VMware is in complete command of these actions: live migration, high availability, and fully automated failover when a server goes down. None of these tasks present a major hurdle for VMware. Reliability is one of the reasons many administrators hardly bother looking at products by other vendors during their entire IT career. True to the saying, "Nobody ever got fired for buying VMware," you buy what you know and are happy that it works.

Then Came the Cloud

Anyone working in the IT environment today has experienced one of the biggest upheavals the industry has ever seen: the shift from small, local setups to large public clouds.

Admins and controllers have long since come to realize that operating their own IT infrastructure is expensive. It ties up personnel, by far the most expensive resource of all, but it also ties up money in the form of hardware and infrastructure costs for cooling, electricity (including emergency power generators), and other components.

In short, the idea of throwing away your own hardware and outsourcing the associated overhead to a large provider such as Amazon or Microsoft is meeting with enthusiasm in many companies. This business is also worthwhile for the providers. Because Amazon Web Services (AWS) and its partners have optimized all internal processes for the operation of such setups, they can offer this service particularly efficiently. Rumor has it that Amazon makes 97 cents in profit on every dollar in sales.

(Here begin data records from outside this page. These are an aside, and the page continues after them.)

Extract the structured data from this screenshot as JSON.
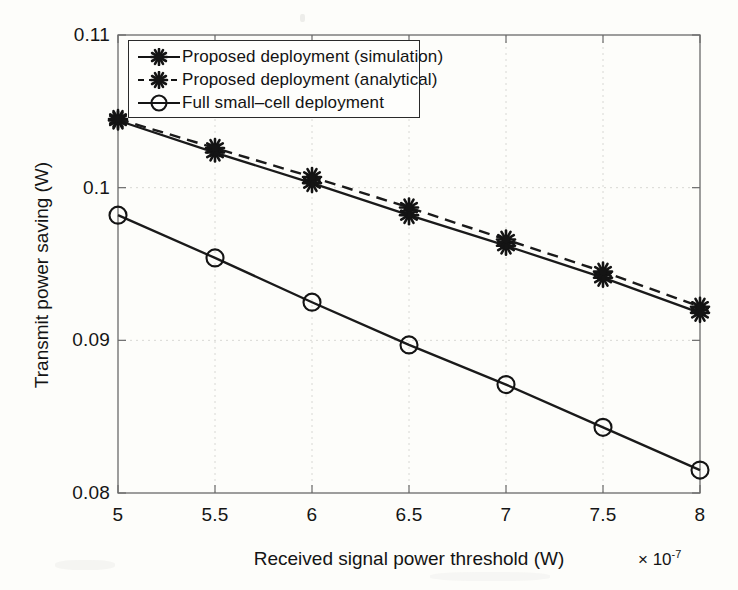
{
  "chart_data": {
    "type": "line",
    "title": "",
    "xlabel": "Received signal power threshold (W)",
    "ylabel": "Transmit power saving (W)",
    "x_multiplier": "× 10",
    "x_multiplier_exponent": "-7",
    "x": [
      5,
      5.5,
      6,
      6.5,
      7,
      7.5,
      8
    ],
    "xlim": [
      5,
      8
    ],
    "ylim": [
      0.08,
      0.11
    ],
    "xticks": [
      "5",
      "5.5",
      "6",
      "6.5",
      "7",
      "7.5",
      "8"
    ],
    "yticks": [
      "0.08",
      "0.09",
      "0.1",
      "0.11"
    ],
    "ytick_values": [
      0.08,
      0.09,
      0.1,
      0.11
    ],
    "grid": true,
    "legend_position": "upper-left-inside",
    "series": [
      {
        "name": "Proposed deployment (simulation)",
        "marker": "star",
        "linestyle": "solid",
        "color": "#1a1a1a",
        "values": [
          0.1044,
          0.1023,
          0.1003,
          0.0982,
          0.0962,
          0.0941,
          0.0918
        ]
      },
      {
        "name": "Proposed deployment (analytical)",
        "marker": "star",
        "linestyle": "dashed",
        "color": "#1a1a1a",
        "values": [
          0.1045,
          0.1026,
          0.1007,
          0.0987,
          0.0966,
          0.0945,
          0.0922
        ]
      },
      {
        "name": "Full small-cell deployment",
        "marker": "circle",
        "linestyle": "solid",
        "color": "#1a1a1a",
        "values": [
          0.0982,
          0.0954,
          0.0925,
          0.0897,
          0.0871,
          0.0843,
          0.0815
        ]
      }
    ]
  },
  "legend": {
    "items": [
      {
        "label": "Proposed deployment (simulation)",
        "marker": "star-marker-icon",
        "style": "solid"
      },
      {
        "label": "Proposed deployment (analytical)",
        "marker": "star-marker-icon",
        "style": "dashed"
      },
      {
        "label": "Full small–cell deployment",
        "marker": "circle-marker-icon",
        "style": "solid"
      }
    ]
  },
  "axes": {
    "y_label": "Transmit power saving (W)",
    "x_label": "Received signal power threshold (W)",
    "y_ticks": [
      "0.11",
      "0.1",
      "0.09",
      "0.08"
    ],
    "x_ticks": [
      "5",
      "5.5",
      "6",
      "6.5",
      "7",
      "7.5",
      "8"
    ],
    "x_exponent_prefix": "× 10",
    "x_exponent": "-7"
  },
  "colors": {
    "line": "#1a1a1a",
    "axis": "#555555",
    "grid": "#d8d8d4",
    "background": "#fdfdfa"
  }
}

Customers are flocking to the providers in droves, despite the sometimes hefty prices, which shows how deep the sting of the costs of IT infrastructure operation is in the flesh of many companies.

Danger for VMware?

VMware is naturally not comfortable with this development, because it jeopardizes the company's traditional business model. If you no longer operate your own IT infrastructure, you no longer need on-site virtualization but rely instead on functions offered by cloud providers.

Many companies even leverage the fact that clouds do not offer virtualization with failover and all the other classic fuss as an opportunity to ditch old habits. When switching to the public cloud, the application per se is also put to the test. If benefits are to be gained from partial or complete porting of components to the cloud, you take this path rather than continuing to deal with operations yourself.

VMware therefore began some time ago to adopt a multi-pronged tactic in view of the threat of loss of importance. On the one hand, the company now has several technologies in its portfolio that extend typical virtualization with VMware to the cloud. Specifically, VMware NSX; an Open vSwitch extension that has matured into a comprehensive, highly complex solution for software-defined networking (SDN); and VMware's OpenStack compatibility layer, which allows vCenter environments to be controlled on the basis of OpenStack APIs.

VMware is clearly looking to capture revenue from those customers who don't see themselves as customers of AWS or Azure, but as their competitors – either private or public clouds. After all, there are more than enough end customers who are not allowed to store their data on AWS or Azure servers for legal reasons or because of their own compliance regulations. VMware is helping potential platform vendors who have these same customers with its own cloud portfolio.

The number of companies that see themselves as platform operators is likely to be small, however: The usual level of turnover cannot be maintained with these companies. VMware is therefore also approaching customers directly who want to use services such as AWS or Azure to some extent but still want to operate their own infrastructure in parallel (e.g., for critical data).

The VMware solution to this problem is vRealize, which enables the operation of private, hybrid, and multicloud environments. Of course, the VMware infrastructure is at the heart of this; the solution is primarily aimed at customers who already run VMware in their datacenters. The solution also results in a migration path: If a company wants to reduce its own infrastructure, VMware vRealize will be the tool to help it do so.